Overseas readers, here's your chance to see a Gwulo talk live.
And for local readers, if you couldn't get tickets to last night's talk, there's another chance to see it tomorrow at VIBE on Lantau.
See you there!
The talk begins at 2:30 PM on Saturday 16th March, Hong Kong time (see the time in your timezone).
In person:
Shop E, Silver Centre, Silvermine Bay, Lantau Island. (Map)
Online:
I'm very pleased to have had a talk added in to my schedule (rather last moment) for the Royal Geographic Society HK on Tuesday of this week - 12th March. Entitled Here be Dragons, I'll be talking about some cases from the first decades of policing the New Territories that show different methods and understandings to those used on HK island and in Kowloon. And how the two cultures came to some accommodation of each other.
Earlier this week, Dan Ip took listeners to RTHK's 清晨爽利 on a guided trip through several of the photos in my latest book, Volume 5 of Old Hong Kong Photos and The tales They tell.
The recording is now online, and starts at 05:40 in Part 2: https://www.rthk.hk/radio/radio5/programme/hellosunrise/episode/938446
I recollect once in 72/73 going to visit for some reason or other, my father who was stationed as part of a very small detachment of RAAF and CSOS chaps who operated out of some very small huts surrounded by antennae in a paddy field out past Yuen Long NT presumably Ping Shan. I don't remember any other bldgs/flagpoles or the like..just some walkways out to the middle of these watery fields and a some small (smaller than Romney Huts) single storey huts in the back of nowhere.
Hi all, I've just discovered (via my family tree research on ancestry) that a relative of mine came to Hong Kong between 1952 and 1954. I can see the boat she arrived and departed on, but nothing else.

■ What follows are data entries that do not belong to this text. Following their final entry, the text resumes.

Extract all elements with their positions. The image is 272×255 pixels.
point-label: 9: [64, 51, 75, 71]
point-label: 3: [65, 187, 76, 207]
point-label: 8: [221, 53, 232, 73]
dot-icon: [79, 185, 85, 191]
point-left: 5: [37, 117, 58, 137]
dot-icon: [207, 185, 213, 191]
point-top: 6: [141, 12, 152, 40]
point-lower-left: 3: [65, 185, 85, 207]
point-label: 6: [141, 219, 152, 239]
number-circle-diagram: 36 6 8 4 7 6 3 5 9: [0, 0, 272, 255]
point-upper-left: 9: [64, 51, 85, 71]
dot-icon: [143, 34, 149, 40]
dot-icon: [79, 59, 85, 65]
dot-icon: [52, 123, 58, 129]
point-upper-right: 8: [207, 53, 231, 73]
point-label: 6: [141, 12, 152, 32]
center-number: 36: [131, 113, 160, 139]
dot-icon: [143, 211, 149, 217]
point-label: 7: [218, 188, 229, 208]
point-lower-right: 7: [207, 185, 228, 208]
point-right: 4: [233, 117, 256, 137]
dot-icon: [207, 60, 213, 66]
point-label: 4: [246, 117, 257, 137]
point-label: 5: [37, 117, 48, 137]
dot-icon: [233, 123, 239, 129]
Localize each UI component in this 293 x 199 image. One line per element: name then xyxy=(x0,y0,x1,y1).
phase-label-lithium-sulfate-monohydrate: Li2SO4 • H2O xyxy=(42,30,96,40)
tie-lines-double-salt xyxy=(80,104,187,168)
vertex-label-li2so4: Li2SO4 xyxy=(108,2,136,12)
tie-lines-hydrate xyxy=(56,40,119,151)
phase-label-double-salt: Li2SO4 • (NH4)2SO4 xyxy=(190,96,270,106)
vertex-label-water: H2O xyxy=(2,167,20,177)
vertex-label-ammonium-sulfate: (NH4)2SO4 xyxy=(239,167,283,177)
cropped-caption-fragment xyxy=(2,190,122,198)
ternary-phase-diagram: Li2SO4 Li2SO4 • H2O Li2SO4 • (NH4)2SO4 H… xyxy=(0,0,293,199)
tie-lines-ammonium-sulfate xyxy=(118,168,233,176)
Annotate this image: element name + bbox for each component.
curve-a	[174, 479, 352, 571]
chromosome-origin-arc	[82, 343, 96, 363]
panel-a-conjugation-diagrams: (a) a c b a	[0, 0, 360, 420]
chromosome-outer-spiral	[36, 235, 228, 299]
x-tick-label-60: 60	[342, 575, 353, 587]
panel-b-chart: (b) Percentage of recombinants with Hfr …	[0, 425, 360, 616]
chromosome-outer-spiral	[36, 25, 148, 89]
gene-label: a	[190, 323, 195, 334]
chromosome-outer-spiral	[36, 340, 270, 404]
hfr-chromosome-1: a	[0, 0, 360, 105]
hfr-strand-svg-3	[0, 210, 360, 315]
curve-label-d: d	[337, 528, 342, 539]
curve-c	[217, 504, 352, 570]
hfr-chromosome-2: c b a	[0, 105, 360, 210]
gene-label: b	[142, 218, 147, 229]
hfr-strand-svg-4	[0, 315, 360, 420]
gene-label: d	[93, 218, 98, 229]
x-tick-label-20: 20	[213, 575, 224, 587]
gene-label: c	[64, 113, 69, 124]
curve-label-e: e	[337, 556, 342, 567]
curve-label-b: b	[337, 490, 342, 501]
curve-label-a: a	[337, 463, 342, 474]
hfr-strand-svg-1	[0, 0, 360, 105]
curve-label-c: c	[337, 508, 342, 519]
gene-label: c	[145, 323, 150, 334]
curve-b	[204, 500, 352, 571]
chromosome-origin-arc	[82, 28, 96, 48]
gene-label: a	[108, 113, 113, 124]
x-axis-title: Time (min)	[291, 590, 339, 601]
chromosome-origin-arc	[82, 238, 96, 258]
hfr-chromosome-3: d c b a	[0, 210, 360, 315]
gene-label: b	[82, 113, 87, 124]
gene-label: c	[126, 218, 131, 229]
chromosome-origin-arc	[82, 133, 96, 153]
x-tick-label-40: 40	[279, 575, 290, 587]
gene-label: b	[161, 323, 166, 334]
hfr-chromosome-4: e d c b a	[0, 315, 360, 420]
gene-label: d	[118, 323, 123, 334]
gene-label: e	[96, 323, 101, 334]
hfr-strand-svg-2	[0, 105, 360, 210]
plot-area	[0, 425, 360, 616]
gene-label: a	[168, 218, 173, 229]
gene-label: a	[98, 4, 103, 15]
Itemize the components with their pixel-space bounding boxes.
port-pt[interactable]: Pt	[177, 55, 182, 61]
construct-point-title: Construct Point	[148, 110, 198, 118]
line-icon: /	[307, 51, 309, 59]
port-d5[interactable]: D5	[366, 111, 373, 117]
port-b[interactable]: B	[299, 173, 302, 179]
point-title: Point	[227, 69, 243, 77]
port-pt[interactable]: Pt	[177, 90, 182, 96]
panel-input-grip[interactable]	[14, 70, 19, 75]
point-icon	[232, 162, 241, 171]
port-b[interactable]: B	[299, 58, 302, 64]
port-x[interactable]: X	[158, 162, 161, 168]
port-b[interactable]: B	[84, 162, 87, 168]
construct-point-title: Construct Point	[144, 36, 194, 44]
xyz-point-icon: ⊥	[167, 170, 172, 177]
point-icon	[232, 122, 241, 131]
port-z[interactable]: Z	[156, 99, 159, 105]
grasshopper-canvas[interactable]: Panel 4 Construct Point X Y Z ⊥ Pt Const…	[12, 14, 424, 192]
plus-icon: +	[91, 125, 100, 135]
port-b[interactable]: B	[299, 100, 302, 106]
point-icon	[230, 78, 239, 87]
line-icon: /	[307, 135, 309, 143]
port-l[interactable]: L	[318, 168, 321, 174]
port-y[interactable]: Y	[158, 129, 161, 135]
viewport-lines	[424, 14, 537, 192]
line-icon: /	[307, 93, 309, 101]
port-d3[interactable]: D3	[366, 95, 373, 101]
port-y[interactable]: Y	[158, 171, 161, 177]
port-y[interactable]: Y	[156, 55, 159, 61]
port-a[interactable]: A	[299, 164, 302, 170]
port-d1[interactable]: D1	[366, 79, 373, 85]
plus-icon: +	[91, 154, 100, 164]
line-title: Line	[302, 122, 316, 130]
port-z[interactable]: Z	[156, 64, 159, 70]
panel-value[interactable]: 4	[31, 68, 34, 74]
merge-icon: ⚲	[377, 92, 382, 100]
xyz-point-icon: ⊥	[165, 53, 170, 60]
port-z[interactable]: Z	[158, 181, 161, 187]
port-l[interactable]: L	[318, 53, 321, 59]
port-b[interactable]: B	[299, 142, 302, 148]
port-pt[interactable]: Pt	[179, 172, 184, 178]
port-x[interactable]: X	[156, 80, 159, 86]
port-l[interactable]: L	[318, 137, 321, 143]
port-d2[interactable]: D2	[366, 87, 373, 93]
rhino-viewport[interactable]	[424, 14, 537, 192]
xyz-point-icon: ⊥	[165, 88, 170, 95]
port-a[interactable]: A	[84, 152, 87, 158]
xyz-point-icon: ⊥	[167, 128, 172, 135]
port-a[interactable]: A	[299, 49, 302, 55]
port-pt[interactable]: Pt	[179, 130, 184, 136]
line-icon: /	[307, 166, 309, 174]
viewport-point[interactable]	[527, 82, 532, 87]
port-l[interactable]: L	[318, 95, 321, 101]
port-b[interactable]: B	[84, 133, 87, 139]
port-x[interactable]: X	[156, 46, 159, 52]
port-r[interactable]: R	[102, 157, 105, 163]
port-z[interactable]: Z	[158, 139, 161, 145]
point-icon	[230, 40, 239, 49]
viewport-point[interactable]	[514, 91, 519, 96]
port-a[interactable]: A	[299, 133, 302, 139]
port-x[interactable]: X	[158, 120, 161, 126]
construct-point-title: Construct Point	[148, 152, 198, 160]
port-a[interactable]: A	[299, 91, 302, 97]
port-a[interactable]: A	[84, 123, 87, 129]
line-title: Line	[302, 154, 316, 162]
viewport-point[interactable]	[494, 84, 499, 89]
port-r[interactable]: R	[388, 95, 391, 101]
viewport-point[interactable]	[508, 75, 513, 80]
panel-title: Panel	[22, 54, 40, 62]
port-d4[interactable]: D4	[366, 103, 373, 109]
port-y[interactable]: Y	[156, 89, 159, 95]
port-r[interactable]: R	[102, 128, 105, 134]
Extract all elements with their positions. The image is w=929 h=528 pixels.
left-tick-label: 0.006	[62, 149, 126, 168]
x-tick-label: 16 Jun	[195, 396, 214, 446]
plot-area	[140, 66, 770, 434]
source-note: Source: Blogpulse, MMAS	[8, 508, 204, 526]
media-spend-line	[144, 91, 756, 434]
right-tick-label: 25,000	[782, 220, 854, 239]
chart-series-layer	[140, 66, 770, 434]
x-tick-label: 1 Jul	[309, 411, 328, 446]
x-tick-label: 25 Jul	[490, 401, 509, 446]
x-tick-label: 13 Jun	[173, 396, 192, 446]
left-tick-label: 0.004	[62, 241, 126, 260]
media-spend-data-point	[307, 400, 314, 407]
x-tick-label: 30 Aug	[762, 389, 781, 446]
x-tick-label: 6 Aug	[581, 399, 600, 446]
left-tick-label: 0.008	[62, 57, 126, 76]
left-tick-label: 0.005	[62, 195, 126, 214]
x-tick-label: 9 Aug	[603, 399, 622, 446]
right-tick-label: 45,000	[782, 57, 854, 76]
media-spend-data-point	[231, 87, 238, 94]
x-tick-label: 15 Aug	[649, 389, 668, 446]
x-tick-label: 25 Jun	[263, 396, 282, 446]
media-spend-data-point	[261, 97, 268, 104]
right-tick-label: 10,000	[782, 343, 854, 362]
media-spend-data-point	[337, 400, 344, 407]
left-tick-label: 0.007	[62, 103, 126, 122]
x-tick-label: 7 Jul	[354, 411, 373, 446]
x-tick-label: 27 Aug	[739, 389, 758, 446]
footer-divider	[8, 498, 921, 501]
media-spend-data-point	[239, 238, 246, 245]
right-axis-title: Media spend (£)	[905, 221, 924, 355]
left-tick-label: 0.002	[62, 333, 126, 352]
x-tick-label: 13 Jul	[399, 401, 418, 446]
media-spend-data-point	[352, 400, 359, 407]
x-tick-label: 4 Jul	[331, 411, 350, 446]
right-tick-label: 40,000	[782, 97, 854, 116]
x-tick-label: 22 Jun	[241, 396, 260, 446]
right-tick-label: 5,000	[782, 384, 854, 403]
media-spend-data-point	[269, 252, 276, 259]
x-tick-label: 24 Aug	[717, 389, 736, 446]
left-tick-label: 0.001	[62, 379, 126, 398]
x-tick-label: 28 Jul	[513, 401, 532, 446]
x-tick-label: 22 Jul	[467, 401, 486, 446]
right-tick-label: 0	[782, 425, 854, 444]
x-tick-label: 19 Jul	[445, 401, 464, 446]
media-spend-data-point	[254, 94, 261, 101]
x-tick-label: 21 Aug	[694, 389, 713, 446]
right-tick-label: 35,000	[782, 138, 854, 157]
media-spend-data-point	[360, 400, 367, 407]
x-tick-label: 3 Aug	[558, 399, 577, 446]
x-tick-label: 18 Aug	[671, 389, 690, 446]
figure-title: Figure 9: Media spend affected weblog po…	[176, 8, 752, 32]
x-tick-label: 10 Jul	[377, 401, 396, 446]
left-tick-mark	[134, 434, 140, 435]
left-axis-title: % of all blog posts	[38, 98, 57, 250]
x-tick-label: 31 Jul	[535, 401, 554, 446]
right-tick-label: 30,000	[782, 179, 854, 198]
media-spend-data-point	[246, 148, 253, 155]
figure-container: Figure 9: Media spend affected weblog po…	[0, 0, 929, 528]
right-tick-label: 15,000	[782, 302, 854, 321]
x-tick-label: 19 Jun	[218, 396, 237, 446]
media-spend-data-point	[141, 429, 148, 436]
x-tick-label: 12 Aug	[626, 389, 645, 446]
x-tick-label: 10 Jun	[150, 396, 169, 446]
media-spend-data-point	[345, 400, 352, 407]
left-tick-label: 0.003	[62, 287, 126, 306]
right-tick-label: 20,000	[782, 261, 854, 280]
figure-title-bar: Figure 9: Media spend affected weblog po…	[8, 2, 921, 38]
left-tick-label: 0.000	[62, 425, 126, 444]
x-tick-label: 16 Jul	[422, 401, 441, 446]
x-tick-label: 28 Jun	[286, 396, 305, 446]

Seems her husband was a Sergeant here but I can find no record of him on my usual sources - force war records etc. Is there another research source available, more specific to Hong Kong?
Thanks in advance.
As a child, I always wondered about what could you purchase in Old Hong Kong. I remember my grandfather telling me that you could purchase a decent sized meal in the 1950s for only 5 cents. Also, in Harry Ching's war diary, he mentions that the price of bread rose to $1.50/pound.
Hi there
I am a collector of mostly ancient coins and I live in Hong Kong. I was just wondering about the currency that was used in Hong Kong prior to the 1860s?